SMRs and AMRs

Saturday, April 18, 2015

Oil Firms, Nations Agree to End Gas Flaring

Group agrees to end practice of routine flaring of natural gas by 2030

By Amy Harder, WSJ
April 17, 2015 11:13 a.m. ET

WASHINGTON—Twenty-five major oil companies, oil-producing nations and development institutions agreed Friday to end the practice of routine flaring of natural gas by 2030 at thousands of oil production sites around the world.

Royal Dutch Shell, Statoil, Kuwait Oil Co., Russia, Norway and the Asian Development Bank are among those making the commitment, which was announced by the World Bank and United Nations at an event in Washington Friday. No U.S.-based companies have signed onto the initiative.

Many producers regularly burn off natural gas as carbon dioxide into the atmosphere when producing oil for a variety of reasons, including lack of infrastructure to move the gas and low economic incentive to use the gas.

Andrei Lushin, World Bank Group Executive Director for Russia, said in remarks at the event that the country flares the most gas associated with oil production in the world. “That is a problem of course, but this is also a potential to achieve large gains in reducing gas flaring,” Mr. Lushin said. “The government sees petroleum gas flaring as a waste of valuable resource and a very harmful practice for global climate.” Russia is one of the world’s largest producers of both oil and natural gas.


» Assignment:
In the material below, which lines hold the word "your"? Pick each one out.

» Entries supplied:

------------------------------------------------------------

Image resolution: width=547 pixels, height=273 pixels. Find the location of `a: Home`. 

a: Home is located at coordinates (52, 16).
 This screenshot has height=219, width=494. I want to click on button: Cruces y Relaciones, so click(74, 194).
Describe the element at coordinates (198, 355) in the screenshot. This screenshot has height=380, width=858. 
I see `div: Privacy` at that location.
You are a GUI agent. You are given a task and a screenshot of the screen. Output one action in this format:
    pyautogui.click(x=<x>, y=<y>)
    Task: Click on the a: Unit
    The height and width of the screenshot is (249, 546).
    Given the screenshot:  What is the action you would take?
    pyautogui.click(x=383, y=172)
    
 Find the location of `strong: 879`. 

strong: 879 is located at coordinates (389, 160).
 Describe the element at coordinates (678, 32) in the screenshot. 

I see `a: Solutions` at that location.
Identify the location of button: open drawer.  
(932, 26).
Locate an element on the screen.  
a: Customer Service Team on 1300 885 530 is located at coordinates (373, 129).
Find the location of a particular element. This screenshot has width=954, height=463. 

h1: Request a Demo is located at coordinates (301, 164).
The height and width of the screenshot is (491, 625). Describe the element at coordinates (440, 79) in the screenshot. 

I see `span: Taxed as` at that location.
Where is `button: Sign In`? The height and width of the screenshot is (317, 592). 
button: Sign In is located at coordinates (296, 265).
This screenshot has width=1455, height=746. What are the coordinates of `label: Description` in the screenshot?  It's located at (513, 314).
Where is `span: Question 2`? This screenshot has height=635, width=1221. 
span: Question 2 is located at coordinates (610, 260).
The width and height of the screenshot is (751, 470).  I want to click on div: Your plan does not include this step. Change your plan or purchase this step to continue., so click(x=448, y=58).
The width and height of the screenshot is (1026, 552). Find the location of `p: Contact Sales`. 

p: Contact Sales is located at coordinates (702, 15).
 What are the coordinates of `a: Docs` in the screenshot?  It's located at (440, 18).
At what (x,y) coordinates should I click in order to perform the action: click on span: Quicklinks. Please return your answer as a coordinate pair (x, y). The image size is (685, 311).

------------------------------------------------------------

» Result of this task:
The width and height of the screenshot is (751, 470).  I want to click on div: Your plan does not include this step. Change your plan or purchase this step to continue., so click(x=448, y=58).
At what (x,y) coordinates should I click in order to perform the action: click on span: Quicklinks. Please return your answer as a coordinate pair (x, y). The image size is (685, 311).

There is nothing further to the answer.